This editorial appears in the June 9, 2023 issue of Executive Intelligence Review.
[Print version of this editorial]
EDITORIAL
Schiller Institute Conference:
The World Needs JFK’s Vision of Peace!
May 31—The Schiller Institute will hold a conference Saturday, June 10, beginning at 10:00 a.m. EDT (4:00 p.m./16:00 CET). Registration is here.
On June 10, 1963, eight months after the October 1962 Cuban Missile Crisis, and peering into the abyss of thermonuclear self-destruction, American President John F. Kennedy gave a world-historical speech at American University in Washington. He said:
Total war makes no sense in an age when great powers can maintain large and relatively invulnerable nuclear forces and refuse to surrender without resort to those forces. It makes no sense in an age when the deadly poisons produced by a nuclear exchange would be carried by wind and water and soil and seed to the far corners of the globe and to generations yet unborn.
In a video address Sept. 23, 2022 to an international conference in Moscow marking the 60th anniversary of the Cuban Missile Crisis, Anatoly Antonov, Russia’s Ambassador to the United States, said:
Whereas the consequence of the Cuban Missile Crisis was the recognition of the possibility of peaceful co-existence of two great powers, now, over the past decades, Washington has set out to subvert Russia, bring it to its knees, or even better—to dismember it into several separate principalities.

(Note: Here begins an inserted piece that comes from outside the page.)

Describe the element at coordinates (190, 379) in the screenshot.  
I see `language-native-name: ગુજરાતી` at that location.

Further, China and other nations’ Ukraine peace proposals have been rejected by London and Washington. Worse, China/Taiwan is to be the next theater in which world war is to be provoked.

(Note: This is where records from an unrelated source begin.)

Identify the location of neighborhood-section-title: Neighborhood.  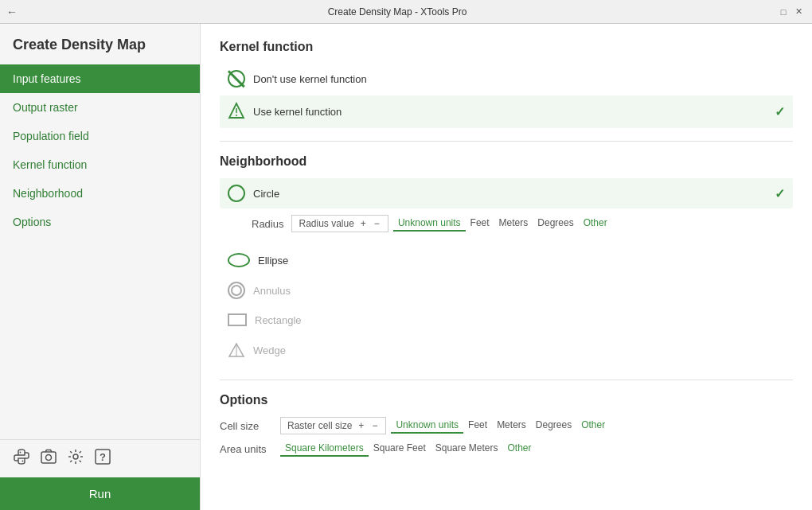
(506, 162).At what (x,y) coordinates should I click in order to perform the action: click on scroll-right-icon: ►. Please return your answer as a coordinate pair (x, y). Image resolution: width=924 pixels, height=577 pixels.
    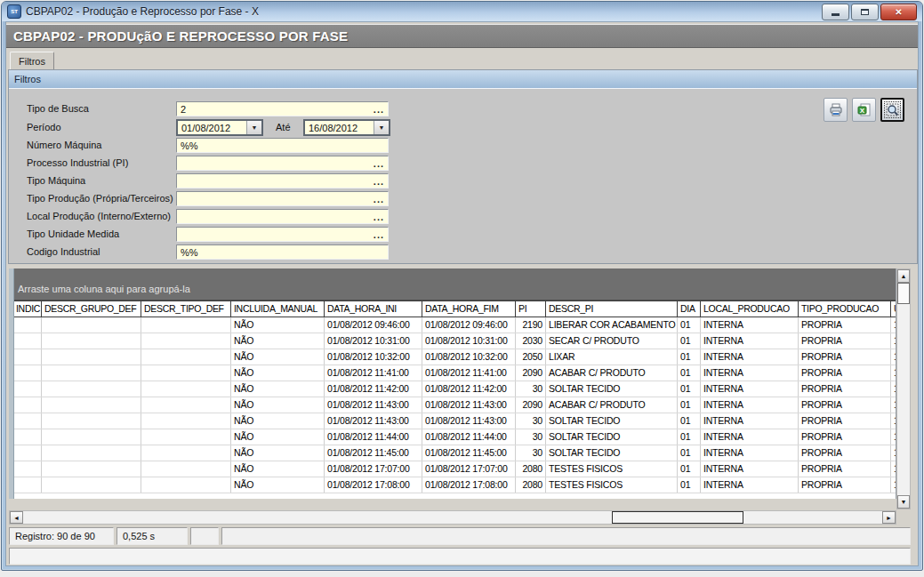
    Looking at the image, I should click on (889, 517).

In the last month, mad drone attacks have been launched directly into Russia, including on the Kremlin itself. These attacks are coming, either from an unhinged Zelensky regime, or from NATO special forces masquerading as “anti-Putin freedom fighters” who are being “passively supported” by the London-Washington military-intelligence establishment. Whatever their origin, they are criminally insane, and must be stopped.
No nation has the right to bring the world to the brink of annihilation; every citizen of the world has not only the right, but the obligation to act against such madness. This cannot be done through war. As the Rev. Martin Luther King, Jr. in his opposition to the Vietnam War put it,
The choice is no longer between violence and non-violence. The choice is between non-violence and non-existence.
Helga Zepp-LaRouche, founder and chairwoman of the Schiller Institute, wrote an “Urgent Appeal by Citizens and Institutions from All Over the World, to the (Next) President of the United States!” which says:
Today we are faced with a strategic situation which is much more dangerous than that at the height of the Cuban missile crisis; offensive NATO weapon systems are much closer to the border of Russia than Cuba was to the U.S., the destructive power of the weapons even greater, the warning time before their launch shorter, and the trust between the leaders of the big nuclear powers much below that between Kennedy and Khrushchev. The doomsday clock is set by the Bulletin of the Atomic Scientists at 90 seconds before midnight, and that may be overly optimistic.
The Schiller Institute therefore calls upon all sane forces either already proposing pathways to immediate peace, or inclined to do so, to convene on the 60th anniversary of the JFK American University “Peace Speech” on June 10—an international assembly of the people of the world to deliberate on what Zepp-LaRouche has called “Ten Principles for a New International Security and Development Architecture” and what we must each and all do, to bring that about. As JFK said at American University:
Our problems are manmade—therefore, they can be solved by man. And man can be as big as he wants. No problem of human destiny is beyond human beings. Man’s reason and spirit have often solved the seemingly unsolvable—and we believe they can do it again.